Quantcast

Church to host dedication of new state historical markers

9/16/2014, 6 a.m.
A Lynchburg church will host the dedication this weekend of two new state historical markers celebrating black history.
State historical marker for the Rosenwald-funded Orange Graded School

A Lynchburg church will host the dedication this weekend of two new state historical markers celebrating black history.

Wayside Gospel Temple Church of God in Christ will be the site of the ceremony for markers recalling Amelia Perry Pride’s Dorchester Home that served elderly black women and Camp Davis, a refuge for freed slaves after the Civil War.

The dedication will be held 2 p.m. Sunday, Sept. 14, on the church grounds, 1309 Pierce St., followed by the unveiling of the markers that will bring to seven the total along the history-filled street.

The marker for the Dorchester Home describes the work of educator Amelia Perry Pride in creating a place in 1897 to provide shelter, fuel, clothing and food for poor women.

The Camp Davis marker will recall its initial use as a mustering ground for Confederate troops and its later transformation into a site for federal troops and for a refuge, school and church for free black people after the war ended in 1865.

Black history also will be commemorated this week in the town of Orange with the dedication of a marker recalling a privately funded school to educate black children.

A state historical marker for the Rosenwald-funded school will be formally dedicated 1 p.m. Saturday, Sept. 13, across from Prospect Heights Middle School.

The Orange Graded School was built in 1925 and replaced a prior segregated black schoolhouse in Orange.

“Of the several county schools for black students,” in the words of the marker, “Orange Graded was the only one built using the Julius Rosenwald Fund, which was established in 1917 by the president of Sears, Roebuck and Company to construct schools for African Americans across the rural South.”

The four-teacher school cost $6,200, with 40 percent of that amount raised by the local residents. It was one of 370 Rosenwald schools built in Virginia between 1917 and 1932.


Aim of the exercise:
Reproduce only the lines that begin at the line with "Outline *man*." and run to the end of the entries; omit every picture.

(Stored data entries)
═══

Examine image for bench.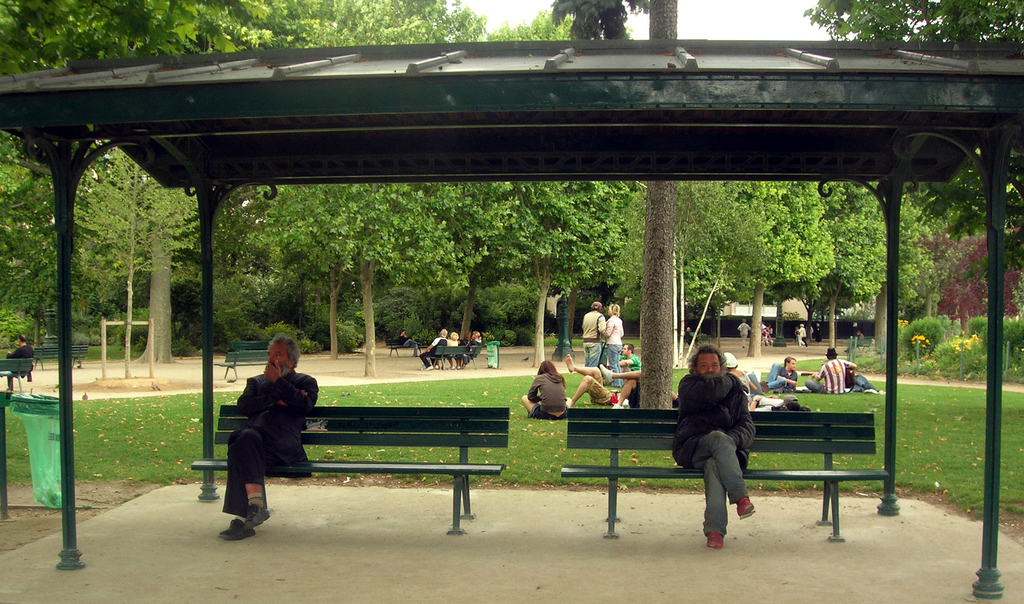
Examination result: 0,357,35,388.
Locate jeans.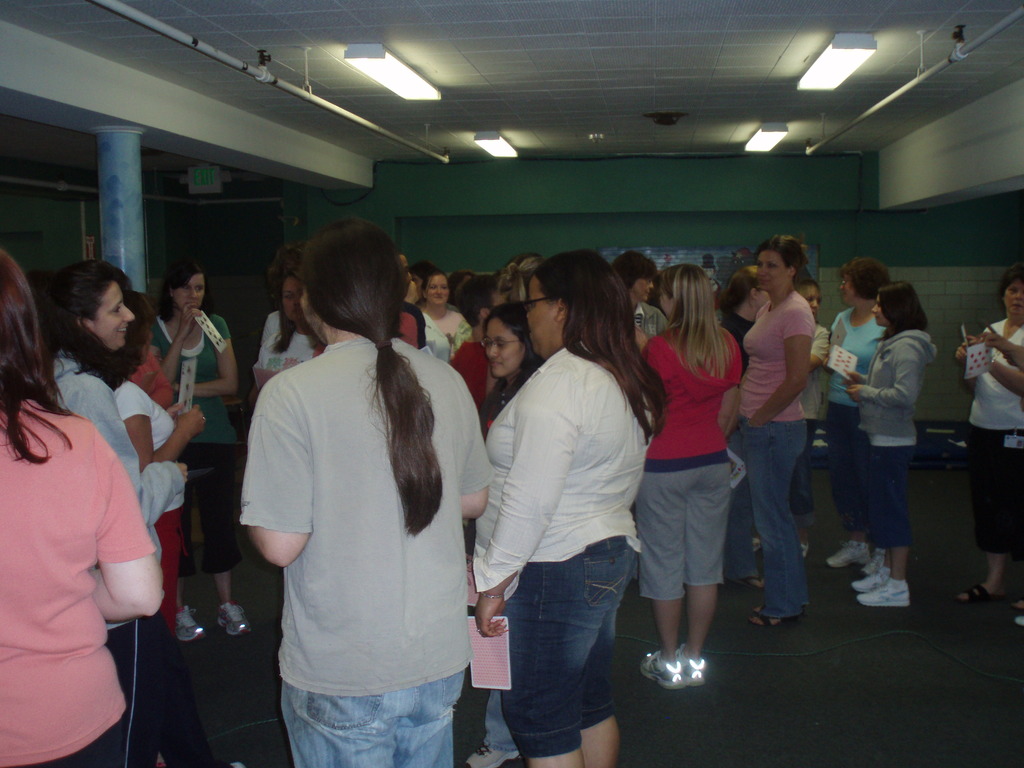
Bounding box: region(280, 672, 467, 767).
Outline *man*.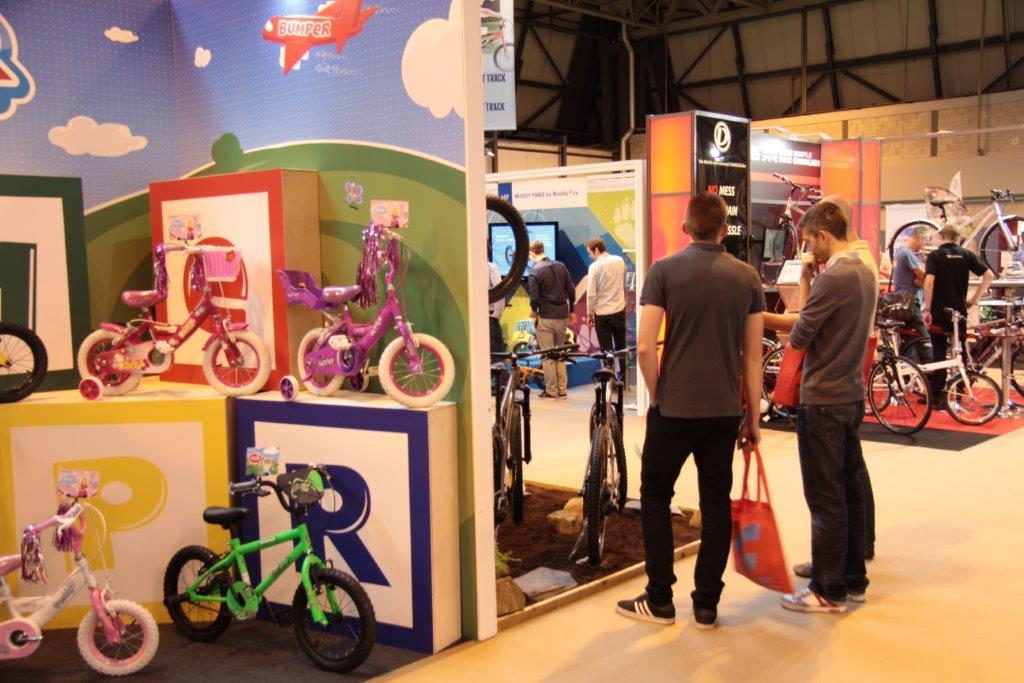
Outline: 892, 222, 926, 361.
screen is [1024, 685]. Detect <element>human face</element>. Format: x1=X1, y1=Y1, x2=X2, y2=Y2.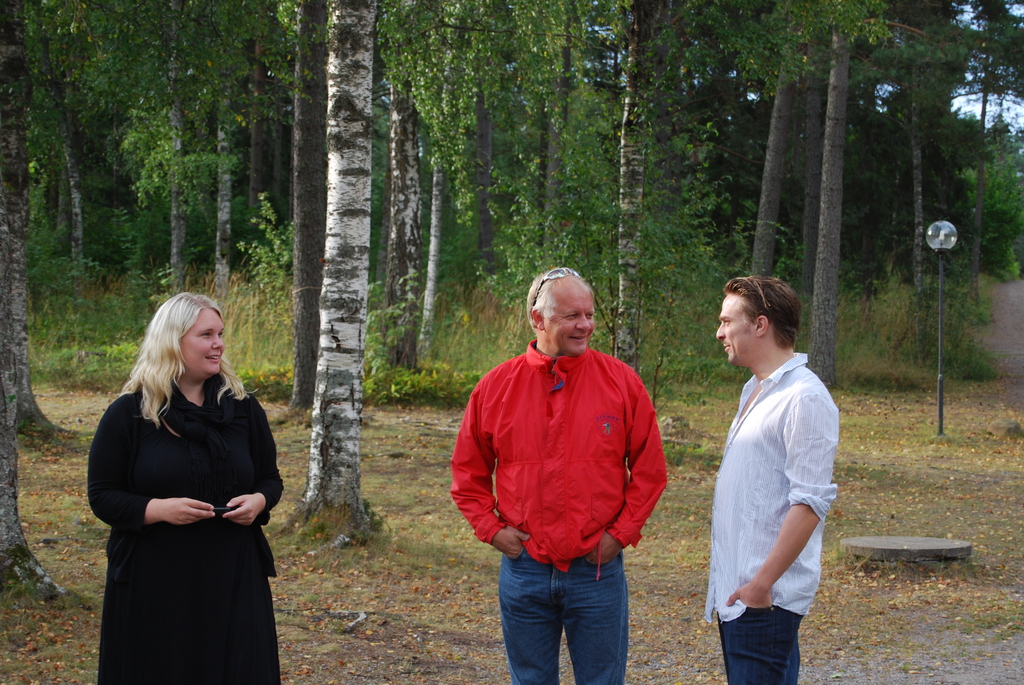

═══

Response:
Outline *man*.
Outline: 892, 222, 926, 361.
screen is [1024, 685]. Detect <element>human face</element>. Format: x1=X1, y1=Y1, x2=X2, y2=Y2.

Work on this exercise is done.